She nodded, stood up, drew two enamel kidney-shaped pans from a drawer, and handed one each to Keats and Plath.
Plath was actually the first to vomit.
Keats found that fairly revolting, but a small triumph. A very small triumph since he hurled ten seconds later.
The world was spinning around, and he was a scrap of nothing caught in a whirlpool.
“What you’re experiencing now is normal,” Vincent said.
It didn’t feel normal. Keats heaved again and this time missed the bowl. He fell forward. Vincent caught him before he could hit the floor.
Renfield stepped in to do the same for Plath, who was cursing in between retching sounds, a very unhappy-sounding girl.
“We call it childbirth,” Vincent said. His voice was matter-of-fact, calm, not like he was trying to soothe Noah’s panic but doing it, anyway. “It’s a kind of inside joke. Because what’s happening is that your biots are quickening. Becoming alive. You’re feeling the disorientation of being in your own bodies while simultaneously being somewhere else.”
Keats had a sudden flash of a dark, flat plain stretching out beyond view.
A flash of lightning.
A series of flashbulb pops. Pop!Pop!Pop!
An elephant. Crippled.
No, a spider. Legs forming. But as big as an elephant.
Forming as he watched. Writhing. Almost as if it was in pain. Crying out with the writhing of still-forming limbs since it lacked a mouth to scream.
Beams of brilliant green light.
A spray of mist.
And suddenly a different view. A close-up in a flash of grainy light: a second creature, like the first, jerky movements, legs that ended in lobster claws, thrashing.
Then, “Oh, God!” Plath cried. “I saw its face.”
She tried to bolt from her seat, but Renfield held her in place with hands on her shoulders.
“Biots often have a sort of eerie resemblance to the donor of their human DNA,” Dr. Violet said. “Each of you has two biots growing. You’re seeing one of them through the still-forming eyes of the other.”
“Okay, okay, I don’t …” Keats said, and then whatever he’d been about to say was blown away by an image in flashing strobe light of the monstrous spider, turning, turning, and oh, God, oh, God, he was seeing through both sets of eyes, seeing himself seeing himself seeing himself as a sort of vile spider with no, no, noooo! Eyes! Blue eyes like his own eyes, oh, God.
“It can be disturbing,” Vincent said from a million miles away.
What were they doing to him?
Keats saw his brother, shackled, screaming, screaming, and now his own head was filled with lunatic visions.
He whimpered. He didn’t care that he whimpered.
He didn’t care that he was crying aloud, howling like a mad thing. Howling. Like his poor, mad brother.
Vincent felt sick inside. This was a dirty trick he was playing. They’d had no preparation. No training. He at least had seen films; he had seen micrographs. He’d been shown what to expect. By that cold bastard Caligula, yes, but shown, anyway. Better than the nightmare Keats and Plath were entering.
These two, these straining, shrieking, sobbing teenagers were taking it all in one awful jolt of disorientation.
He hadn’t just thrown them off the deep end and told them to swim. He’d thrown them into the ocean and told them to outswim the sharks.
He closed his eyes, and the memories came rushing back. The violent nausea. The feeling of being twisted out of reality, like the hand of some malicious god had reached down to rip him out of the fabric of time and space.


Task requirements: Set down all of the data exactly. Pictures stay out of the copy.

Source records:

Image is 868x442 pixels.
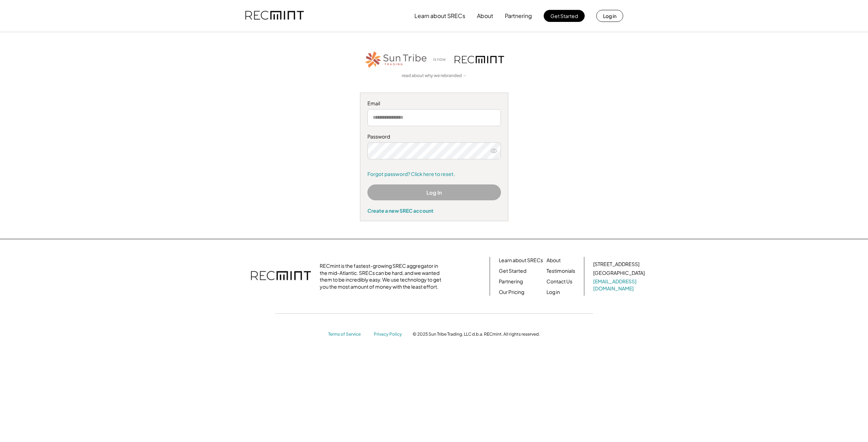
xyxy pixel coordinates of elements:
a: Forgot password? Click here to reset. [367,170,501,178]
button: About [477,9,493,23]
button: Get Started [544,10,585,22]
div: RECmint is the fastest-growing SREC aggregator in the mid-Atlantic. SRECs can be hard, and we wan... [320,262,445,290]
div: Create a new SREC account [367,207,501,214]
div: © 2025 Sun Tribe Trading, LLC d.b.a. RECmint. All rights reserved. [413,331,540,337]
a: Terms of Service [328,331,367,337]
img: STT_Horizontal_Logo%2B-%2BColor.png [364,50,428,69]
button: Log In [367,185,501,200]
button: Log in [596,10,623,22]
div: Password [367,133,501,140]
img: recmint-logotype%403x.png [251,264,311,288]
a: read about why we rebranded → [402,73,467,79]
a: Contact Us [547,278,572,285]
div: Email [367,100,501,107]
div: [GEOGRAPHIC_DATA] [593,270,645,277]
a: Privacy Policy [374,331,405,337]
div: is now [432,57,451,62]
img: recmint-logotype%403x.png [245,4,304,28]
a: Partnering [499,278,523,285]
a: About [547,257,561,264]
a: Testimonials [547,267,575,274]
button: Partnering [505,9,532,23]
img: recmint-logotype%403x.png [455,56,504,63]
button: Learn about SRECs [415,9,466,23]
a: Learn about SRECs [499,257,543,264]
a: Log in [547,288,560,295]
a: [EMAIL_ADDRESS][DOMAIN_NAME] [593,278,646,292]
div: [STREET_ADDRESS] [593,260,640,268]
a: Get Started [499,267,526,274]
a: Our Pricing [499,288,525,295]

Exercise solution:
Image is 868x442 pixels.
xyxy pixel coordinates of elements:
a: Forgot password? Click here to reset. [367,170,501,178]
button: About [477,9,493,23]
button: Get Started [544,10,585,22]
div: RECmint is the fastest-growing SREC aggregator in the mid-Atlantic. SRECs can be hard, and we wan... [320,262,445,290]
div: Create a new SREC account [367,207,501,214]
div: © 2025 Sun Tribe Trading, LLC d.b.a. RECmint. All rights reserved. [413,331,540,337]
a: Terms of Service [328,331,367,337]
img: STT_Horizontal_Logo%2B-%2BColor.png [364,50,428,69]
button: Log In [367,185,501,200]
button: Log in [596,10,623,22]
div: Password [367,133,501,140]
img: recmint-logotype%403x.png [251,264,311,288]
a: read about why we rebranded → [402,73,467,79]
a: Contact Us [547,278,572,285]
div: Email [367,100,501,107]
div: [GEOGRAPHIC_DATA] [593,270,645,277]
a: Privacy Policy [374,331,405,337]
div: is now [432,57,451,62]
img: recmint-logotype%403x.png [245,4,304,28]
a: Partnering [499,278,523,285]
a: About [547,257,561,264]
a: Testimonials [547,267,575,274]
button: Partnering [505,9,532,23]
img: recmint-logotype%403x.png [455,56,504,63]
button: Learn about SRECs [415,9,466,23]
a: Learn about SRECs [499,257,543,264]
a: Log in [547,288,560,295]
a: [EMAIL_ADDRESS][DOMAIN_NAME] [593,278,646,292]
div: [STREET_ADDRESS] [593,260,640,268]
a: Get Started [499,267,526,274]
a: Our Pricing [499,288,525,295]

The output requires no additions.